My Dad's old baseball team clinched a divisional title Saturday night, our time. The San Francisco Giants, formerly of the Polo Grounds, captured their second western division crown in the last three seasons beating the San Diego Padres at home, though Candlestick Park is long gone, and more (most) importantly finished ahead of the hated Dodgers, be they the Lords of Flatbush in Brooklyn or Los Angeles again (emphasis on the final word deliberate and more).
He loved baseball and rooted for the Mets quite passionately when they arrived on the scene despite the most dubious team colors in the history of sports. And because he rooted for them, all of the boys in my house for them as well, though we all knew his abiding passion was the ball club by the bay, on the Other Coast. I never had a hard time rooting for the Yankees as well but I don't recall him ever warming to the Pinstripes.
Instead he remained a fan of Orlando Cepeda, all of the Alou Brothers (I think they could occupy an entire clown car or van, and often did), Willie McCovey, Willie Mays (of course!), Gaylord Perry and Juan Marichal. He was most passionate about them in my memory when Alvin Dark was the manager though I don't recall a great deal of good in terms of results as a result of that passion.
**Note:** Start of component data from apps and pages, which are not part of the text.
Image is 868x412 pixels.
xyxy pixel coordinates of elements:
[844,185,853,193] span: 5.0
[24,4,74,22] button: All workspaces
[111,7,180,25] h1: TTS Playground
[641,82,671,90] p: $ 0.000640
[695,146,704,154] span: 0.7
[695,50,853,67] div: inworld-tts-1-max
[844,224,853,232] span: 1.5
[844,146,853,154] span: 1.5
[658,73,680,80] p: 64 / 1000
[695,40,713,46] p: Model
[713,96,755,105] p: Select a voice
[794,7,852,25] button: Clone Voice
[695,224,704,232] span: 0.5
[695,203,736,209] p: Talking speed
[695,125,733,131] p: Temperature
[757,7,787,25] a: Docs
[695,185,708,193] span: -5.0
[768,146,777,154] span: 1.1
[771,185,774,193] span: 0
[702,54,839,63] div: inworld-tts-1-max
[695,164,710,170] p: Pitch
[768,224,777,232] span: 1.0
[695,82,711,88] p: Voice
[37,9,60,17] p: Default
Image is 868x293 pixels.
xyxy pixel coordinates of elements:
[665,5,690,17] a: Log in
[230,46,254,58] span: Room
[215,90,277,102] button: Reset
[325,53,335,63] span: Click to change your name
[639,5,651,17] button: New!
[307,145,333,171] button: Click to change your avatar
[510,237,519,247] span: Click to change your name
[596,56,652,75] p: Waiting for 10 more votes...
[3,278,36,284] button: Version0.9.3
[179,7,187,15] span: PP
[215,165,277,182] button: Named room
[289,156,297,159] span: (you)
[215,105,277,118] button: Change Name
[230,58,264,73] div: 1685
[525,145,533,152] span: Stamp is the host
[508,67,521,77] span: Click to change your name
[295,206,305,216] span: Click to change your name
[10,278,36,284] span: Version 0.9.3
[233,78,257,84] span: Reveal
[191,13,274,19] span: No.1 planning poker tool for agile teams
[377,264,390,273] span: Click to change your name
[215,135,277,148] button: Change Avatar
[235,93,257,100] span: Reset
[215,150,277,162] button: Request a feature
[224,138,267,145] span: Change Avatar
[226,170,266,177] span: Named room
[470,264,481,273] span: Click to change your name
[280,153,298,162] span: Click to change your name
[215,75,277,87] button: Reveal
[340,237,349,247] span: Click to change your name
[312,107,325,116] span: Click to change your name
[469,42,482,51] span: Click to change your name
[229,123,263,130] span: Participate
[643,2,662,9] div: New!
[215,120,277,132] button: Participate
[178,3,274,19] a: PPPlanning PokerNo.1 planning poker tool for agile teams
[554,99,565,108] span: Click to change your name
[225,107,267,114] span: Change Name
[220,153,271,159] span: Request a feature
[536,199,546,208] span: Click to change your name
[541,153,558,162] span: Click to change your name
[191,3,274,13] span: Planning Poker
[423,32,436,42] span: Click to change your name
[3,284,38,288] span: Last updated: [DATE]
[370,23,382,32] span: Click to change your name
You can look the players' names up yourself-they are important to Giants' fans and to baseball historians but in a game where the places of prominence are held by players from the Red Sox and Yankees, those from the Royals and the SF Giants, among many others, end up as a footnotes.
It was back when there were two All-Star games every year and players got hurt in them because the competition between the leagues was ferocious. When guys played right through to the last day of the season, and never sat out to protect batting crowns and there was nothing even vaguely resembling a designated hitter.
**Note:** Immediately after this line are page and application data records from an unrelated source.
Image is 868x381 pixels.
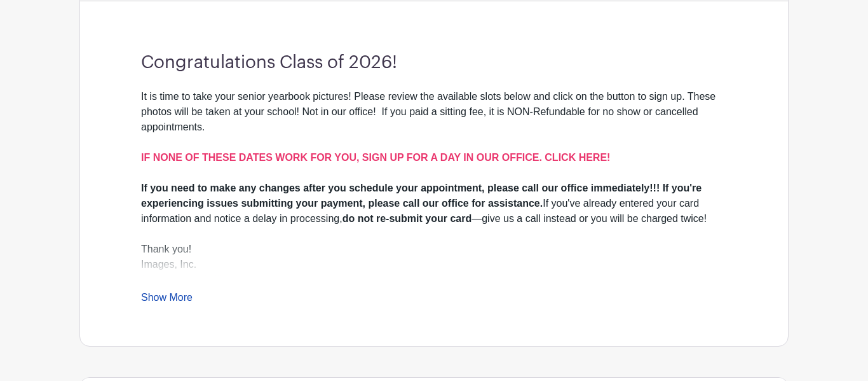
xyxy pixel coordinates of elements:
div: It is time to take your senior yearbook pictures! Please review the available slots below and cli... [141,89,727,181]
strong: If you need to make any changes after you schedule your appointment, please call our office immed... [141,183,701,209]
div: Thank you! [141,242,727,257]
h3: Congratulations Class of 2026! [141,52,727,74]
div: If you've already entered your card information and notice a delay in processing, —give us a call... [141,181,727,226]
a: [DOMAIN_NAME] [141,274,223,285]
strong: do not re-submit your card [342,213,472,224]
div: Images, Inc. [141,257,727,288]
a: Show More [141,292,193,308]
a: IF NONE OF THESE DATES WORK FOR YOU, SIGN UP FOR A DAY IN OUR OFFICE. CLICK HERE! [141,152,610,163]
The Giants of today, technically of Saturday, clinched with a pitcher I used to watch throw for their Double A affiliate here where I live in Norwich, the Navigators, themselves a baseball footnote and Marco Scutaro, a cast-off from the hated (by me) Red Sox, helped seal the deal.
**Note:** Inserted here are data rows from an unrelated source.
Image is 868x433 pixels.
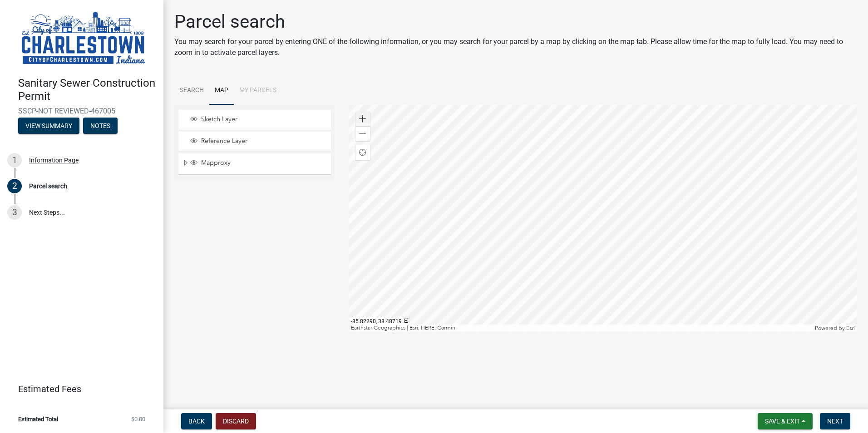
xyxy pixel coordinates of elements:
[820,413,850,430] button: Next
[188,418,205,425] span: Back
[178,110,331,130] li: Sketch Layer
[348,325,813,332] div: Earthstar Geographics | Esri, HERE, Garmin
[846,325,855,332] a: Esri
[177,108,332,177] ul: Layer List
[18,117,79,134] button: View Summary
[29,157,79,163] div: Information Page
[175,77,209,105] a: Search
[18,77,156,103] h4: Sanitary Sewer Construction Permit
[7,380,149,398] a: Estimated Fees
[18,417,58,422] span: Estimated Total
[355,126,370,141] div: Zoom out
[7,153,22,168] div: 1
[812,325,857,332] div: Powered by
[216,413,256,430] button: Discard
[83,122,117,130] wm-modal-confirm: Notes
[29,183,67,189] div: Parcel search
[827,418,843,425] span: Next
[175,36,857,58] p: You may search for your parcel by entering ONE of the following information, or you may search fo...
[189,159,327,168] div: Mapproxy
[758,413,812,430] button: Save & Exit
[199,115,327,124] span: Sketch Layer
[178,154,331,175] li: Mapproxy
[7,179,22,193] div: 2
[181,413,212,430] button: Back
[199,159,327,167] span: Mapproxy
[355,145,370,160] div: Find my location
[131,417,145,422] span: $0.00
[18,10,149,67] img: City of Charlestown, Indiana
[189,115,327,125] div: Sketch Layer
[83,117,117,134] button: Notes
[209,77,234,105] a: Map
[189,137,327,146] div: Reference Layer
[182,159,189,168] span: Expand
[7,205,22,220] div: 3
[355,112,370,126] div: Zoom in
[178,131,331,152] li: Reference Layer
[199,137,327,145] span: Reference Layer
[18,122,79,130] wm-modal-confirm: Summary
[175,11,857,33] h1: Parcel search
[18,107,145,115] span: SSCP-NOT REVIEWED-467005
[765,418,800,425] span: Save & Exit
On a weekend where the Yankees and the Orioles were slow dancing in the American League East, I'd like to think that Dad would have had a crappy little transistor radio with the one cord earplug in his right ear, trying to tune to somebody's game not because he was concerned about their results but was hoping for a West Coast update. I can nearly see his smile now.
-bill kenny
Ramblings of a badly aged Baby Boomer who went from Rebel Without a Cause to Bozo Without a Clue in, seemingly, the same afternoon.